Problem ▸ Give back an exact copy of the entries beneath, minus the pictures.

┄┄┄┄┄┄

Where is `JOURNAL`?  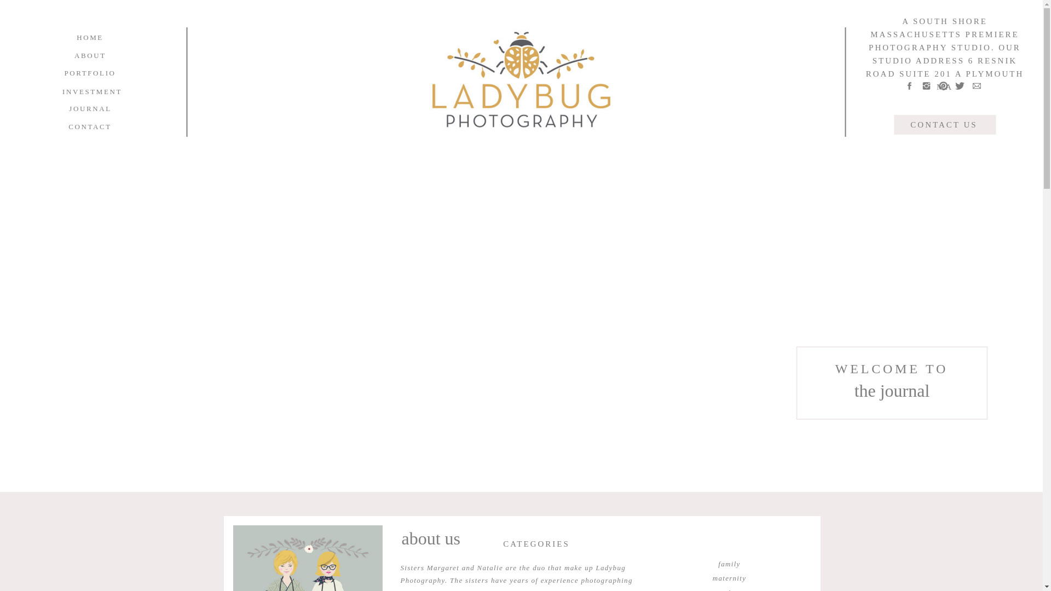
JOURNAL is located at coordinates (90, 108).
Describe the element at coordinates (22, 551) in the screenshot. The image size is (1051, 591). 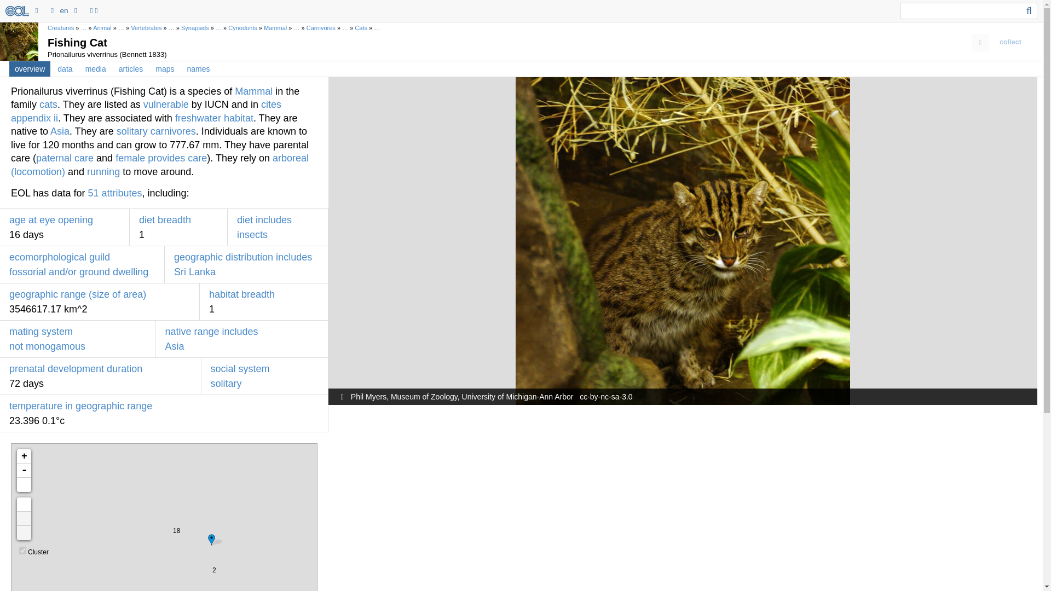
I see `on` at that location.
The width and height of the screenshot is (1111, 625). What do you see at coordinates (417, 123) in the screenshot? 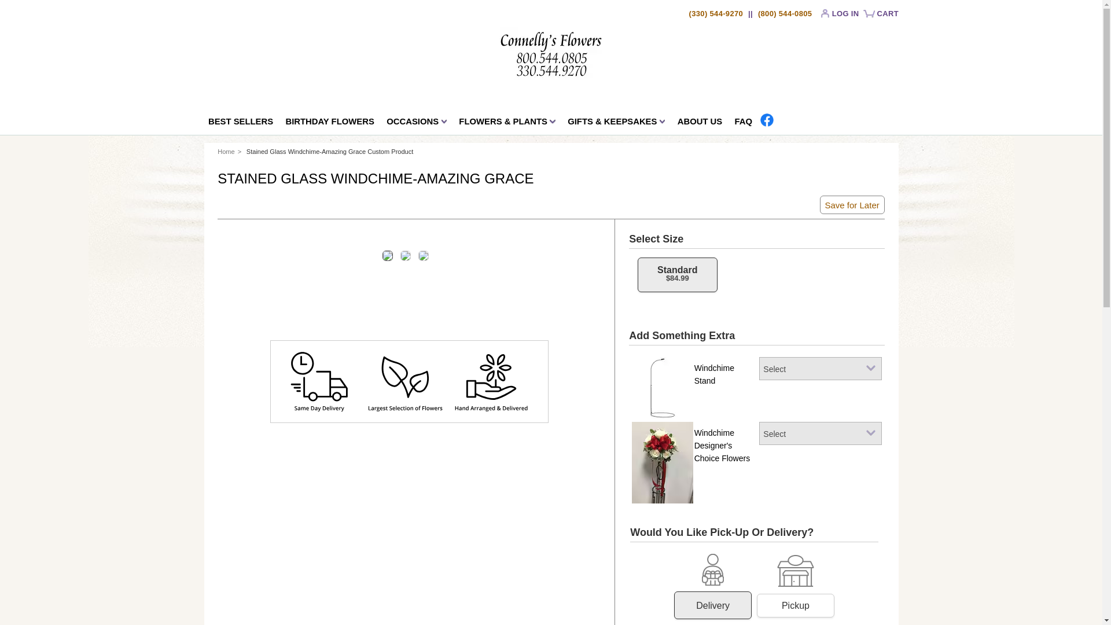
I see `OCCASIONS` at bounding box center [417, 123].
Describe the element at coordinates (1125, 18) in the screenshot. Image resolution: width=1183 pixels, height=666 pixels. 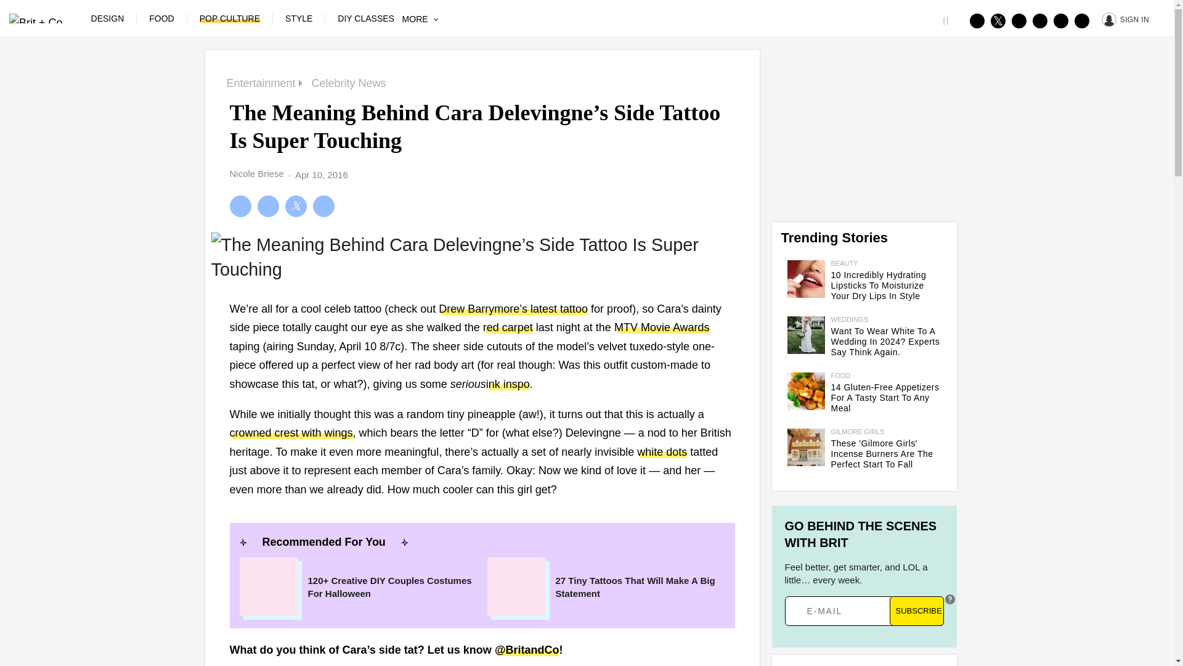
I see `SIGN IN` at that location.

┄┄┄┄┄┄

Task output ▸
Where is `JOURNAL`?  
JOURNAL is located at coordinates (90, 108).
Describe the element at coordinates (22, 551) in the screenshot. The image size is (1051, 591). 
I see `on` at that location.
The width and height of the screenshot is (1111, 625). What do you see at coordinates (417, 123) in the screenshot? 
I see `OCCASIONS` at bounding box center [417, 123].
Describe the element at coordinates (1125, 18) in the screenshot. Image resolution: width=1183 pixels, height=666 pixels. 
I see `SIGN IN` at that location.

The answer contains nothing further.